There were no Americans at the first Thanksgiving. The newer set of immigrants, recently arrived from England, considered themselves thoroughly English. And so they remained: Almost two decades after the feast, in describing the Pequot War, William Bradford lamented an Indian attack “upon the English at Connecticut.”
The Pilgrims perceived their errand into the American wilderness not as an immigrant’s desperate lunge for something better but as a travel itinerary from God. There was nothing particularly opportunistic, or even human, about the landing in America. “The placing of a people in this or that country is from the appointment of the Lord,” the English preacher John Cotton said in 1630.
There were other diners at that first Thanksgiving feast, of course. Although their journey lacked the divine paperwork that accompanied the Pilgrims, they too had arrived from elsewhere. For years, it was presumed that American Indians had traveled to the New World some 12,000 to 16,000 years ago via a land bridge from Siberia to Alaska. That view is getting complicated.
Archaeologists working at a site in Virginia have discovered artifacts they date to about 16,000 B.C., including spear points fashioned in the manner of a Stone Age culture from southwest France. Meanwhile, genome analysis of a 24,000-year-old Siberian arm bone revealed genes related to both western Eurasians and American Indians.
As National Geographic reported, “Nearly one-third of Native American genes come from west Eurasian people linked to the Middle East and Europe, rather than entirely from East Asians as previously thought.”
Having self-deported from Europe themselves, the Pilgrims went about building their City on a Hill without worrying much about who owned the deed to the hill. The mutual obligations of newcomers and hosts were ill-defined in early 17th-century America. Three centuries of fighting confirm the parties never got it right. The roiling contemporary debate over immigration suggests we still haven’t.
The Pilgrims no doubt would’ve been shocked to find that their cultural potluck at the first Thanksgiving was also a family reunion with a long-lost, if rather diluted, European clan. But peoples, like lands, change over time. In 1621, the English, Dutch, French and Spanish were the strangers at the American feast. They conquered and stayed. But the breadth of human history, and the expanse of human migration, tells us finders are not forever keepers. And the strange is often more familiar than we know.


**Task statement**
Some lines in the listing may contain the word "black". Say how many, with the number alone.

**Data supplied**

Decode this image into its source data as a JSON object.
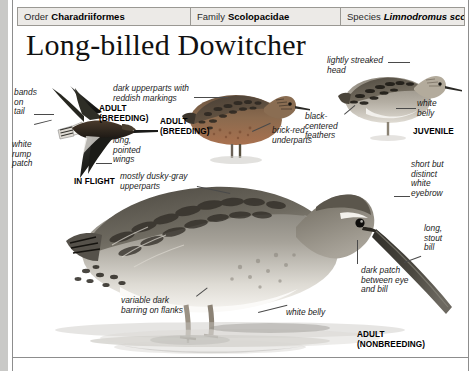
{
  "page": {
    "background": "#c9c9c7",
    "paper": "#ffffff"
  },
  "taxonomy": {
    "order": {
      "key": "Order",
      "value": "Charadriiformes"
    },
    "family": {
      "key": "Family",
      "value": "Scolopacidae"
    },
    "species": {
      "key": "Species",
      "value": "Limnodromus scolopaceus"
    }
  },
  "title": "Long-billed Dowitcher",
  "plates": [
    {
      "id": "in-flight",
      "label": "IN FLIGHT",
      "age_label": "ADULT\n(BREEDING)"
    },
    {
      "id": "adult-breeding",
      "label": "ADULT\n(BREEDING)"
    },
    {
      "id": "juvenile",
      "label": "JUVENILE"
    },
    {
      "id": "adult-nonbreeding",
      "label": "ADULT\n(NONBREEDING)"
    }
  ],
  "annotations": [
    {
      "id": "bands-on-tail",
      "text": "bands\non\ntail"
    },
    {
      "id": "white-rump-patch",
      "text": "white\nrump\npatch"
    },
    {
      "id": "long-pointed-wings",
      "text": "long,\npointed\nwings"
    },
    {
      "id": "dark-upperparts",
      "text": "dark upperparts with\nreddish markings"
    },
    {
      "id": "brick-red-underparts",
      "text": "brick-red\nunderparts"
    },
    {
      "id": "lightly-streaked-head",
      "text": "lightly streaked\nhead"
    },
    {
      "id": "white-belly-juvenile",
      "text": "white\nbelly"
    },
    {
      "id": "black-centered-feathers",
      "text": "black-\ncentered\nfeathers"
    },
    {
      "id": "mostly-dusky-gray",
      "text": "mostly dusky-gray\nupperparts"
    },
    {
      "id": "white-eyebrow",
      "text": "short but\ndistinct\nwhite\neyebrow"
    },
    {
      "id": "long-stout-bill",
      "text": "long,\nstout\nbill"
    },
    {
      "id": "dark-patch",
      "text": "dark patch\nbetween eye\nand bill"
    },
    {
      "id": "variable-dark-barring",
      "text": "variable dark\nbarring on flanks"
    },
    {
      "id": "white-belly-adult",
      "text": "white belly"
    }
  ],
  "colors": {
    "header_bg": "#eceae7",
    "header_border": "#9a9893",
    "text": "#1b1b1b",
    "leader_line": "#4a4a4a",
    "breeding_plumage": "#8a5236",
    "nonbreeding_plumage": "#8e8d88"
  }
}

**Solved exercise**
2